Sara Serpa

Recognition
(Biophilia)

There’s always the temptation when reviewing a soundtrack album to temper one’s sense of the music by how well it serves the images. In hopes of avoiding that, I spent a week or so getting to know the music on Recognition before taking a peek at the film, and I’m glad I did.

Recognition, both the film and album, is about Portuguese colonialism in Angola. Its images come courtesy of Super-8 film shot in 1961 by vocalist Sara Serpa’s grandfather, and the conceptual framework derives from the bandleader’s own critical reading of Portuguese and Angolan history. The story is finessed into a compelling narrative by director Bruno Soares.

Although it lacks the detail of a true documentary, Serpa frames its home-movie details with damning clarity, making the cost of colonialism painfully clear. The music isn’t quite as specific, in part because Serpa’s approach to jazz singing lets melody and phrasing do the work that words accomplish for other singers.
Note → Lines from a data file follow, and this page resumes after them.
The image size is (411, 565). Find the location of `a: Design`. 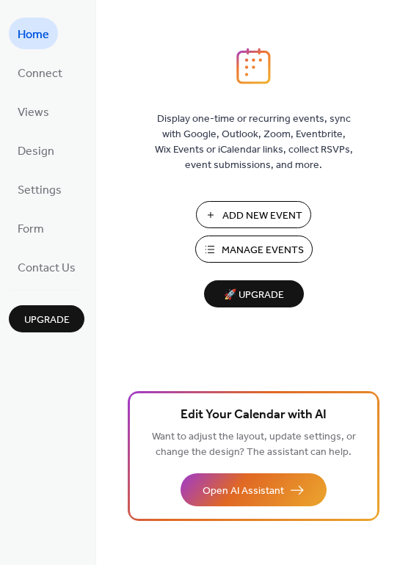

a: Design is located at coordinates (36, 150).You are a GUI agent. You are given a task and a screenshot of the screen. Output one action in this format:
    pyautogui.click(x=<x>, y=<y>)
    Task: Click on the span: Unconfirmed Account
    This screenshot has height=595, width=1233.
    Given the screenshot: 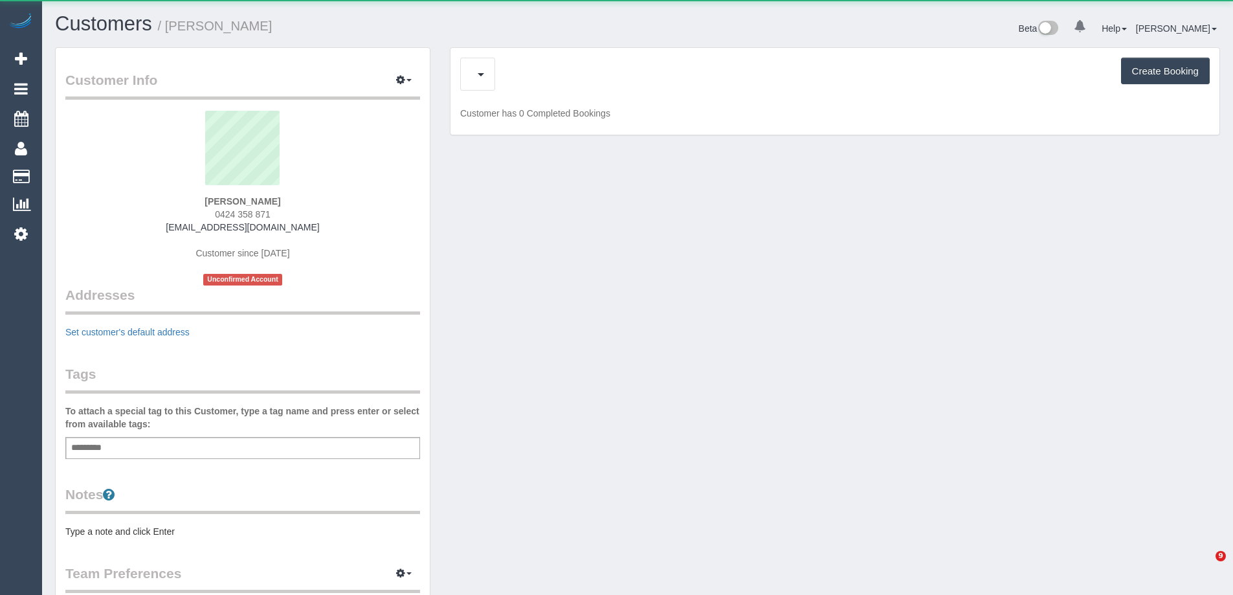 What is the action you would take?
    pyautogui.click(x=243, y=279)
    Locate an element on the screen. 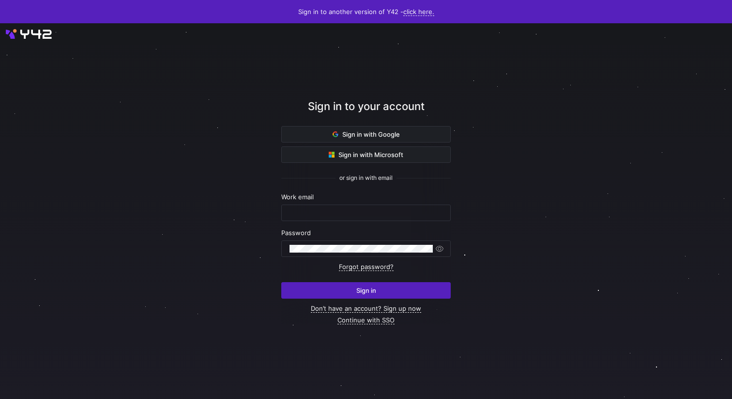 This screenshot has height=399, width=732. span: or sign in with email is located at coordinates (366, 178).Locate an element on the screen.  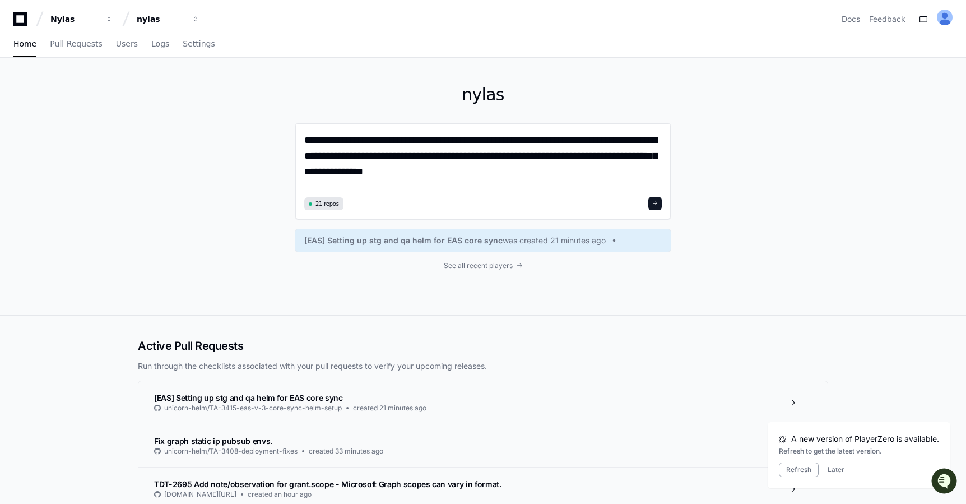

But it’s just as powerful.

Her compositions are lean and quiet—with a definite pulse, but little in the way of jazz groove. “Free Labour,” for instance, makes its point with cycling rhythms that recall Steve Reich, while “Mercy And Caprice” shifts between a relentlessly simple thrum and an almost impressionistic rubato. Her melodies are flowing and intervallic, with an occasionally eerie quality that’s amplified when she sings in unison with Mark Turner’s tenor, as on “Lei Do Indigenato, 1914.” As for the spoken-word pieces, even without the historical context, the emotional power of “Beautiful Gardens” or “Queen Nzinga” makes the message of Recognition impossible to deny.